The idea of a cluster asking for more resources is one thing. What if you want to run multiple clusters?

Multiple Clusters

The problem starts as simple as having a development, test, and production cluster as separate entities. Without this (or specialized throttling limits), it might be possible for a performance/load test of an elastic cluster to take out the production cluster. Add to that needs for high availability, which might mean multiple clusters in different zones in a cloud provider. Then you have different operating units, running multiple clusters in different countries, plus the ability to have customers routed to a data center on their continent.

Jason McGee, the CTO of the cloud platform at IBM, explains that this is a multiplication problem.
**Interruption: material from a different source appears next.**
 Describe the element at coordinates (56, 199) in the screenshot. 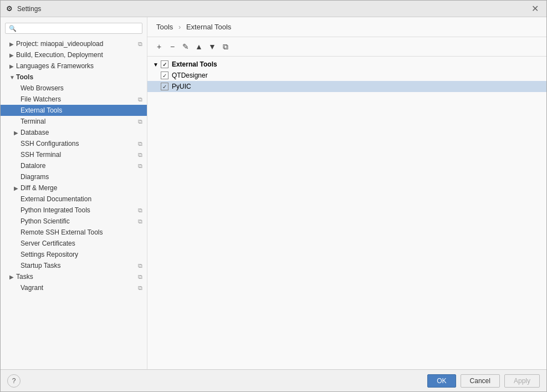

I see `sidebar-item-label: External Documentation` at that location.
Do the math, and a multi-national might have dozens of different Kubernetes clusters. That makes getting a holistic picture of what is really going on quite a challenge–not to mention actually managing the resources and costs.

To manage their own 22,000-plus cluster cloud, IBM built Razee, a tool they could later offer as open source.
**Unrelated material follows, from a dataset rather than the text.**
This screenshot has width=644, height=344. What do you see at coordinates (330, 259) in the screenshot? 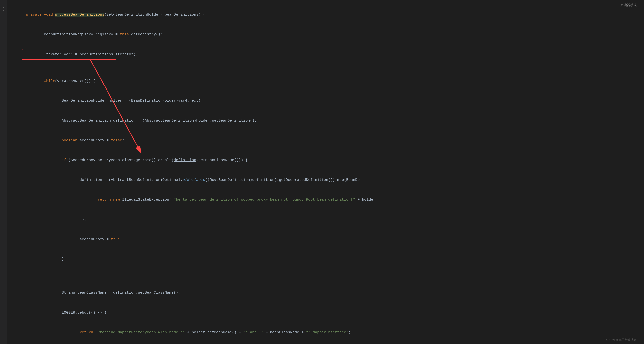
I see `code-line-14: }` at bounding box center [330, 259].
SEE: Kubernetes: A guide for IT pros and business leaders (TechRepublic Premium)

Other Options
At this point in history, taking on the challenge of scaling Kubernetes is basically volunteering to become a full-on digital company. This worked for Amazon, which turned Web services into a $7.4 billion dollar business. If your company is not Amazon, you might consider the words of Homer Simpson: “Can’t somebody else do it?”

As another option, you might consider the purpose of your cluster. Instead of going broad, you might want to do something very specific, such as big data mining in Hadoop, or enabling a NoSQL database like Redis. Specialized providers, like Redis Labs, are beginning to create managed services offerings, designed to handle one application and handle it well. Alex Miłowski, a product evangelist at Redis, explains how the company understands these scaling problems and created an operator tool to manage Kubernetes cluster running the Redis NoSql database. The service offering can work in a local cluster (on-premise), in the cloud, as a managed service in the cloud, or even to manage Redis running locally on bare metal servers.

Over the next 24 months, I expect to see a growth in specialized cloud services, followed by either those services being acquired by the major cloud players, or the cloud players creating their own competing offerings.

So keep your eye out, and don’t blink. Things are changing fast, and you don’t want to miss it.